Life Of Pi must be the most beautiful film of the year, a technical marvel, and magic realism at its most magical. Anyone who has read Yann Martel’s Booker Prize-winning novel will know that it tells the story of an Indian teenager named Pi (Suraj Sharma) shipwrecked in a lifeboat with a ravenous Bengal tiger.
They encounter many marvels — a sky full of flying fish, an ocean swimming with iridescent jellyfish, a carnivorous island. All these wonders and more are brought to the screen with dreamlike intensity.
Ang Lee has brought to the screen a seemingly unfilmable story with breathtaking mastery of computer animation. His previous achievements — such as Brokeback Mountain, Sense And Sensibility and The Ice Storm — have shown him to be one of the most versatile directors on the planet. This is up there with the best of them.
It isn’t perfect. It does not fulfil its promise of making us believe in God; on the contrary, it reminds us more of human resilience, thanks in part to an extraordinary performance by the inexperienced leading actor.
The twist ending, which calls into question the veracity of all that has gone before, is of questionable merit. But it certainly shows how story-tellers embellish the truth in order to bring out its deeper meaning.
Though it’s more a feast for the eyes than food for thought, the lyricism and visual magnificence makes Life Of Pi an unmissable experience. And do see it in a good cinema.
Life Of Pi must be the most beautiful film of the year, a technical marvel, and magic realism at its most magical. Anyone who has read Yann Martel’s Booker Prize-winning novel will know that it tells the story of an Indian teenager named Pi (Suraj Sharma) shipwrecked in a lifeboat with a ravenous Bengal tiger.

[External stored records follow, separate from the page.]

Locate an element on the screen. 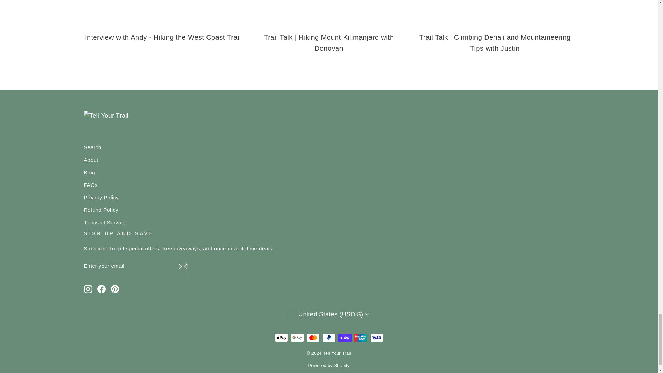 This screenshot has height=373, width=663. PayPal is located at coordinates (329, 337).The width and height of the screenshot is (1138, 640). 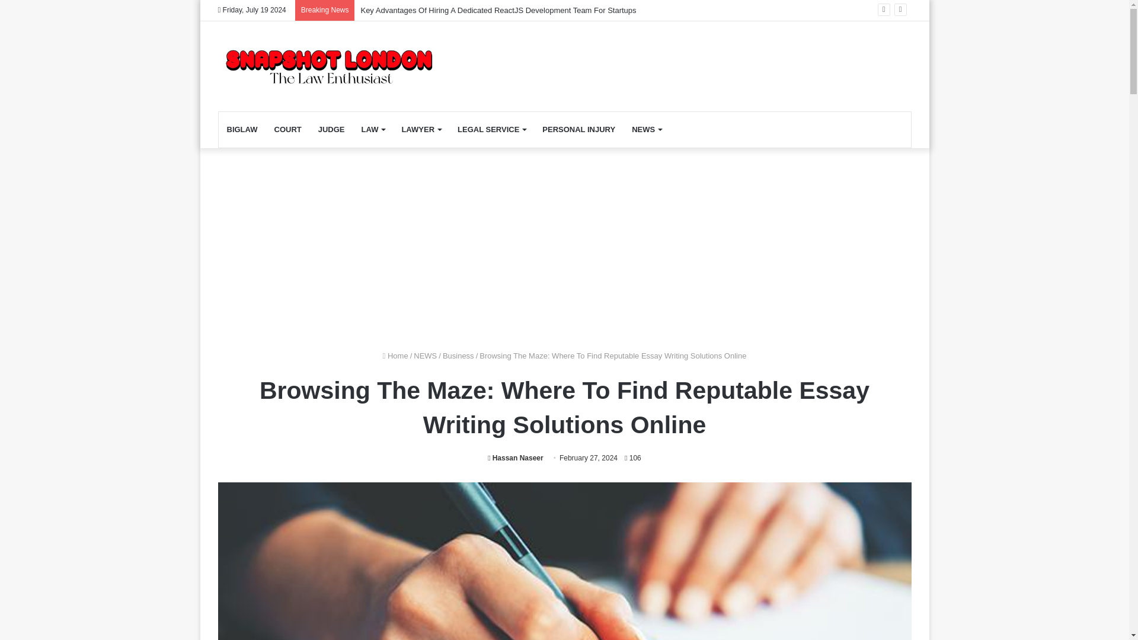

They encounter many marvels — a sky full of flying fish, an ocean swimming with iridescent jellyfish, a carnivorous island. All these wonders and more are brought to the screen with dreamlike intensity.
Ang Lee has brought to the screen a seemingly unfilmable story with breathtaking mastery of computer animation. His previous achievements — such as Brokeback Mountain, Sense And Sensibility and The Ice Storm — have shown him to be one of the most versatile directors on the planet. This is up there with the best of them.
It isn’t perfect. It does not fulfil its promise of making us believe in God; on the contrary, it reminds us more of human resilience, thanks in part to an extraordinary performance by the inexperienced leading actor.
The twist ending, which calls into question the veracity of all that has gone before, is of questionable merit. But it certainly shows how story-tellers embellish the truth in order to bring out its deeper meaning.
Though it’s more a feast for the eyes than food for thought, the lyricism and visual magnificence makes Life Of Pi an unmissable experience. And do see it in a good cinema.